A Chapman Star is Born
Parker Finn, a 2011 graduate of Chapman University’s film school, recently debuted his first full-length theatrical release called “Smile,” a horror film about a therapist who witnesses the death of a patient.
Since its release Sept. 30, the movie, which cost $17 million to make, has gone on to gross about $216 million.
“The spectacular worldwide performance of ‘Smile’ demonstrates what is truly possible when you deliver a brilliantly sticky marketing campaign on top of a masterfully made high-concept horror film,” Paramount Pictures CEO Brian Robbins said in a statement.

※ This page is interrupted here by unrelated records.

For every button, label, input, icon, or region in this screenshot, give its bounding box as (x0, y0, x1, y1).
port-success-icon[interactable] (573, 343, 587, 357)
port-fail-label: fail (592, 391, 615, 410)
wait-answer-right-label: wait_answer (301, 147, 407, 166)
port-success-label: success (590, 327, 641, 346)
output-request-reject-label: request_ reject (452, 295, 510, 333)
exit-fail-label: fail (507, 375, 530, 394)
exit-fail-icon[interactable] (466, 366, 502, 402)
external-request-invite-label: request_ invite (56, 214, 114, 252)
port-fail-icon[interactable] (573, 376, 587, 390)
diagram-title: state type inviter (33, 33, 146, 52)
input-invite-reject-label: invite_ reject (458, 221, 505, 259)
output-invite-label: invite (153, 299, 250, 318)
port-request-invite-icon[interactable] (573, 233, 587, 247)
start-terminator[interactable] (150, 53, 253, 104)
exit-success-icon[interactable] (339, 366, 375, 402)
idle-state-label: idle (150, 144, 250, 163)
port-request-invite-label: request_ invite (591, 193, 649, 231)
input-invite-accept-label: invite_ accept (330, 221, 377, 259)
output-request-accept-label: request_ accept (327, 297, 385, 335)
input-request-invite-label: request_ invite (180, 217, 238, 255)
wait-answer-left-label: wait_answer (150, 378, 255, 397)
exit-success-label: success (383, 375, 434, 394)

Finn now joins other Chapman grads who have broken through to Hollywood stardom, such as Matt and Ross Duffer, brothers who created one of Netflix’s most popular shows, “Stranger Things,” Justin Simien, who made the film “Dear White People,” and Ben York Jones, author and co-star of “Like Crazy.”

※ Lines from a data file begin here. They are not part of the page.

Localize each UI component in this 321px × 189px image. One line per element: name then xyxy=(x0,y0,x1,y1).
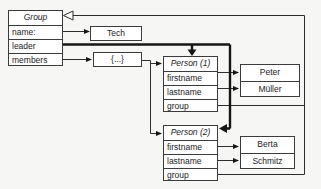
person2-field-group: group xyxy=(164,168,217,182)
members-collection-box: {...} xyxy=(93,52,142,67)
person1-title: Person (1) xyxy=(164,57,217,71)
person1-field-lastname: lastname xyxy=(164,85,217,99)
group-field-members: members xyxy=(9,53,62,67)
arrow-p2-firstname-icon xyxy=(233,144,239,149)
person1-object-box: Person (1) firstname lastname group xyxy=(163,56,218,112)
person2-values-box: Berta Schmitz xyxy=(240,136,295,169)
group-title: Group xyxy=(9,11,62,25)
person2-field-lastname: lastname xyxy=(164,154,217,168)
arrow-p2-lastname-icon xyxy=(233,158,239,163)
arrow-hollow-to-group-icon xyxy=(64,11,74,20)
person1-field-firstname: firstname xyxy=(164,71,217,85)
group-object-box: Group name: leader members xyxy=(8,10,63,66)
arrow-p1-lastname-icon xyxy=(233,86,239,91)
arrow-collection-to-person1-icon xyxy=(156,61,162,66)
person1-firstname-value: Peter xyxy=(241,65,299,81)
person2-firstname-value: Berta xyxy=(241,137,294,153)
person1-field-group: group xyxy=(164,99,217,113)
arrow-collection-to-person2-icon xyxy=(156,131,162,136)
line-collection-to-persons xyxy=(142,61,157,134)
person2-lastname-value: Schmitz xyxy=(241,153,294,169)
arrow-leader-to-person2-icon xyxy=(219,124,227,133)
person2-object-box: Person (2) firstname lastname group xyxy=(163,125,218,181)
group-field-leader: leader xyxy=(9,39,62,53)
group-field-name: name: xyxy=(9,25,62,39)
name-value-box: Tech xyxy=(90,26,142,41)
person2-field-firstname: firstname xyxy=(164,140,217,154)
arrow-p1-firstname-icon xyxy=(233,70,239,75)
arrow-members-to-collection-icon xyxy=(86,57,92,62)
object-diagram: Group name: leader members Tech {...} Pe… xyxy=(0,0,321,189)
person1-lastname-value: Müller xyxy=(241,81,299,97)
person2-title: Person (2) xyxy=(164,126,217,140)
person1-values-box: Peter Müller xyxy=(240,64,300,97)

Finn told the Chapman University newsroom that he didn’t anticipate the film’s success.
“Everybody who wants to make movies dreams of making something that’s seen widely and embraced, but I wasn’t scheming toward this by any means,” Finn said.
“I love genre films, and I also love telling stories about the human condition that are really character-driven.”
—Peter J. Brennan
Timeline of Chapman Film Studio
• 1981: Robert Bassett hired as its first full-time faculty member to teach filmmaking in the Department of Communications.
• 1983: First location film project when Bassett took some 30 students to Death Valley, where they camped out in the desert, sat around the campfire in the evenings and worked together on a film for days.
• 1992: the program became a separate Department of Film and Television.
• 1996: the film department had mushroomed to 210 students and nine faculty members, becoming the School of Film and Television with Bassett as the founding dean.
• Bassett decided to build a film school based on a studio with sound stages, post-production facilities and a state-of-the-art theater. “Film is the literature of this century. When I went to school, we all wanted to write the great American novel. Now, young people want to make a great film,” he said.
• The film school highlights several people who have been instrumental in its success such as Cece Presley, granddaughter of the legendary Cecil B. DeMille. Some donors are well known in the OC business community and have their names attached to buildings or chairs including: Marion Knott Studios; Twyla Reed Martin Dean’s Chair in Film and Media Arts; (Paul) Folino Theater; and the Lawrence and Kristina Dodge College of Film and Media Arts.
—Peter J. Brennan
The Art of Grieving
When Preston Zeller’s brother Colin died at 35 from a drug overdose in 2019, he found a way to use his Chapman University film degree to make “The Art of Grieving.”
The documentary features Preston creating one abstract painting a day for a year straight. After 365 days, he put all the pieces into a 10-foot by 20-foot mosaic and hung it in his home.
That 69-minute documentary went on to win Best Documentary at three film festivals—the Love Wins Festival in New York, the online Bridge Fest competition, and the Los Angeles Film Awards.
It premiered on Amazon Prime last July, has been viewed in 25 countries, and comes out on Apple TV this year.
The 2009 graduate who grew up in Orange County said the Chapman film school helped him make many connections in the industry.
“There’s a lot of great staff” at Chapman, Zeller told the Business Journal. “Above all, they emphasized good story telling. It’s one of those things that I’ve taken with me throughout my career.”